Ch. 1 Sec. 2: Louisiana’s Festivals
People first organized their lives around the seasons and only later developed the formal calendar. The earliest festivals celebrated a successful harvest. In Louisiana, the harvest festivals have expanded into year-round fun.
August and September
The Shrimp Festival began in Morgan City more than sixty years ago. The blessing of the shrimp fleet by a priest combines a religious rite and a social occasion, which is common in Louisiana culture.
The Frog Festival began in Acadia Parish more than twenty-five years ago. The city of Rayne calls itself the “Frog Capital of the World” and festival goers can enjoy eating frog legs while watching frog jumping contests.
Festival Acadiens in Lafayette brings more than 100,000 people together every year to celebrate the French heritage with dancing and music.
Alligators are the focus at a festival in St. Charles Parish, highlighting alligator meat cooked any way you want it, and alligator hides for sale.
New Iberia holds the Sugar Cane Festival, serving as a pause before the hectic time of actual harvest, or cane grinding. This festival serves as one of the state’s oldest.
October and November
Shreveport, the largest city in North Louisiana, celebrates the Red River Revel, an art show and sale. Fanfare is another program displaying the culture of the region through fine arts, literature, and theater, held in Hammond.
In Acadia Parish, the heart of Cajun country, residents celebrate the traditional German Oktoberfest, highlighting German bands, singing, and foods. The publicity poster says Wilkommen, the German word for “welcome”.
Zwolle, along the Texas border, recognizes its ties to Spanish and Native American cultures with the Tamale Festival combining these two legacies.
The Giant Omelette Festival has an especially interesting history. Legend has it that an innkeeper in a small French village made a fine omelette for Napoleon, which had him direct everyone in the village to collect as many eggs as they could, combining them to make a giant omelette to feed his army. The tradition continues today, with French villages making huge omelettes to feed the poor at Easter.
The International Rice Festival, Yambilee Festival, and the Louisiana Pecan Festival all serve as ways to celebrate three important crops in Louisiana-rice, yams, and pecans.
December
The Christmas Festival of Lights in Natchitoches fills its riverbank and town with lights, food, and music on the first Saturday in December. In St. James Parish, families build wooden structures made to look like houses, steamboats, or tepees, and burn them during large bonfires along the Mississippi levee on Christmas Eve.
January and February
At the Creole Heritage Day Celebration, traditional skills are demonstrated such as making filé, powder for gumbo from the leaves of the sassafras tree. Gumbo is a traditional Louisiana dish, a hearty Creole soup made of seafood, chicken, okra, and other vegetables.
March and April
Baton Rouge and New Orleans both celebrate St. Patrick’s Day with parades and wearing green to honor the Irish heritage of Louisiana. The Strawberry Festival in Ponchatoula draws a large crowd in the spring for music and regional foods highlighting Tangipahoa grown strawberries.
The New Orleans Jazz and Heritage Festival brings more visitors to Louisiana than any celebration except Mardi Gras. Thousands of musicians come to perform every style of music at the fairgrounds.
May
Breaux Bridge is known as the “Crawfish Capital of the World”, with their Crawfish Festival starting in 1959. Gonzales, just south of Baton Rouge, holds the Jambalaya Festival to determine the jambalaya champion of the state. Jambalaya—a spicy dish of rice and meat—is considered a basic dish in Cajun kitchens. This was developed from a Spanish dish called paella as a result of cultural diffusion when the Acadians came to Spanish Louisiana during the colonial period.
June and July
Peaches and blueberries are the highlights of their festivals in Ruston and Mansfield. The Blueberry Festival also includes traditional northwest Louisiana culture with barbeque and country music.
Mardi Gras
Louisiana’s biggest celebration is of course Mardi Gras. The tradition began in Europe and was brought to Louisiana by the first French explorers. Mardi Gras is the festive time before the solemn religious season of Lent. The forty days of Lent are part of the Christian religion, especially in the Roman Catholic Church. Lent begins on Ash Wednesday, and Mardi Gras Day is the day before. Mardi Gras means “Fat Tuesday”.
The celebration of Mardi Gras in Louisiana actually begins on January 6, also known as Twelfth Night. The traditional country version of Mardi Gras takes place in Basile, Church Point, Eunice, and Mamou described as “running the Mardi Gras”, where masked riders on horseback go from house to house collecting food for the community feast.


[Action item]: The reply should reproduce every line of the data below word for word, minus any images.

[Information supplied]:

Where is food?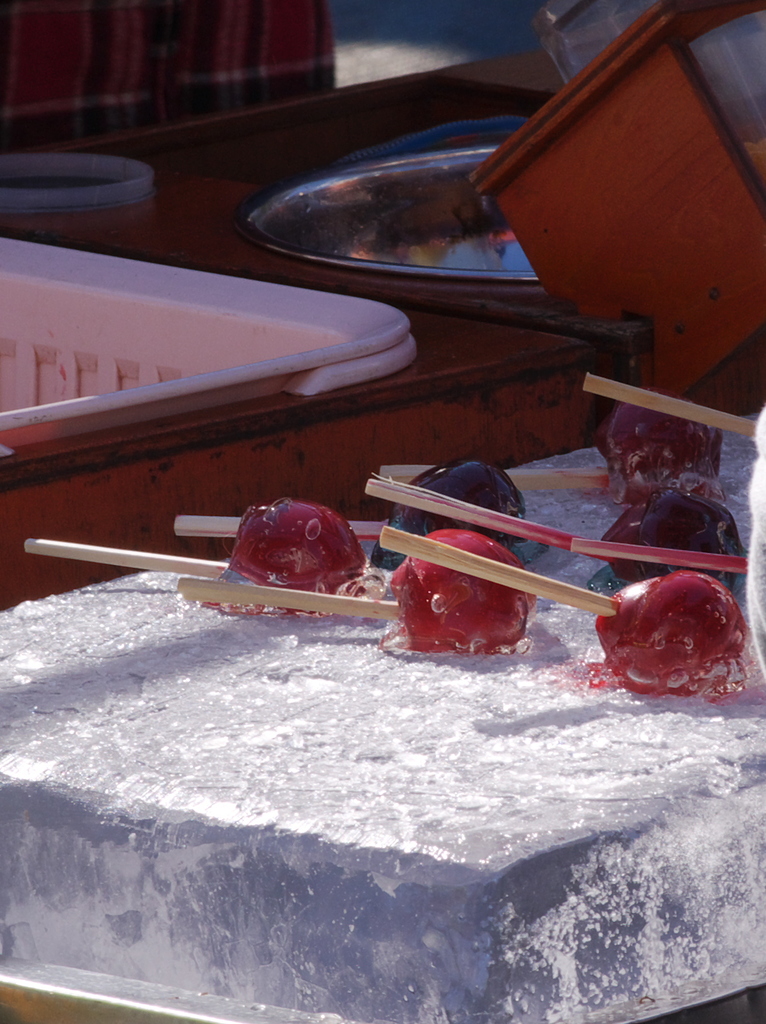
[left=392, top=529, right=534, bottom=654].
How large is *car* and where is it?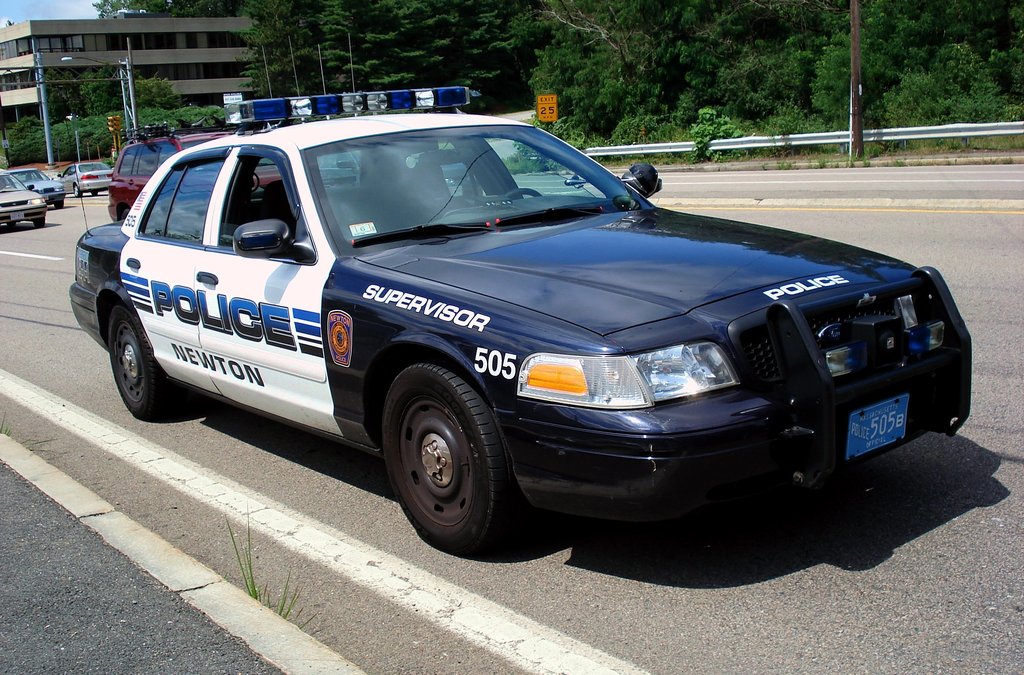
Bounding box: bbox=[65, 165, 115, 205].
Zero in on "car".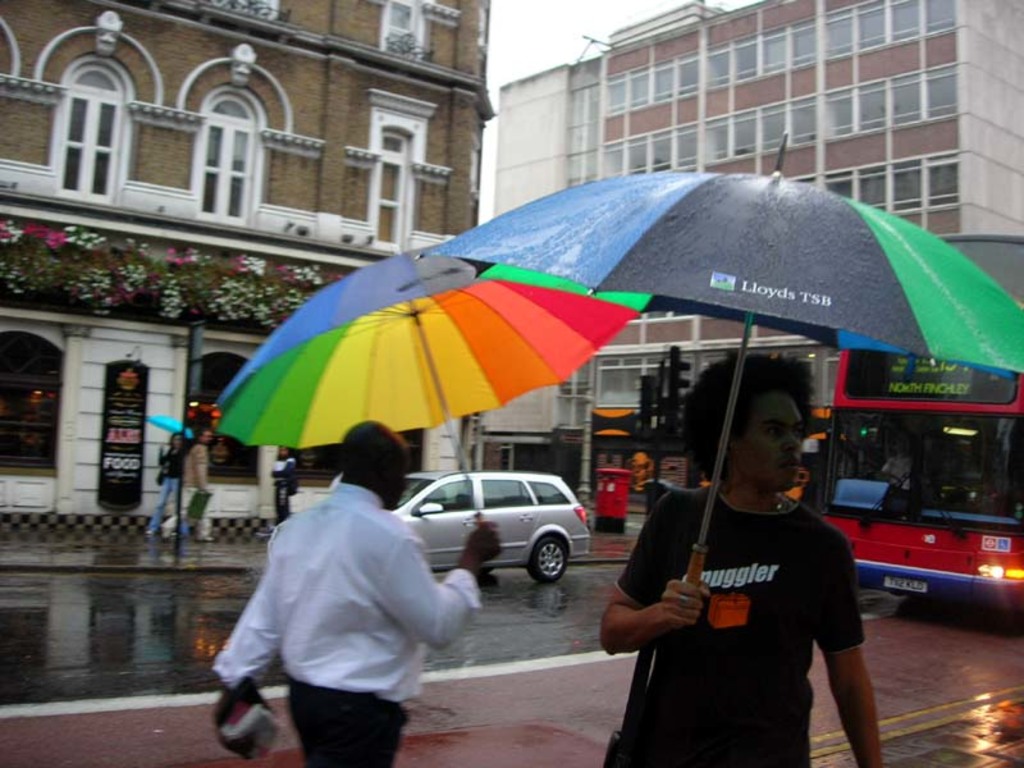
Zeroed in: [x1=379, y1=475, x2=603, y2=593].
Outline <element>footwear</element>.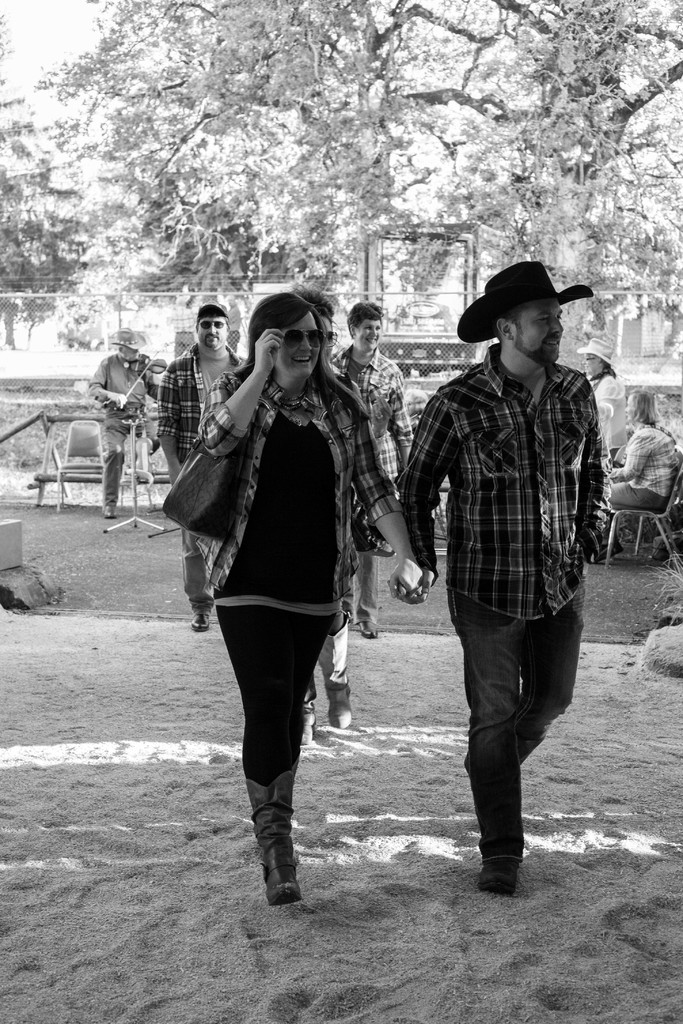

[Response to the task]:
Where is food?
[left=392, top=529, right=534, bottom=654].
How large is *car* and where is it?
Bounding box: bbox=[65, 165, 115, 205].
Zero in on "car".
Zeroed in: [x1=379, y1=475, x2=603, y2=593].
Outline <element>footwear</element>.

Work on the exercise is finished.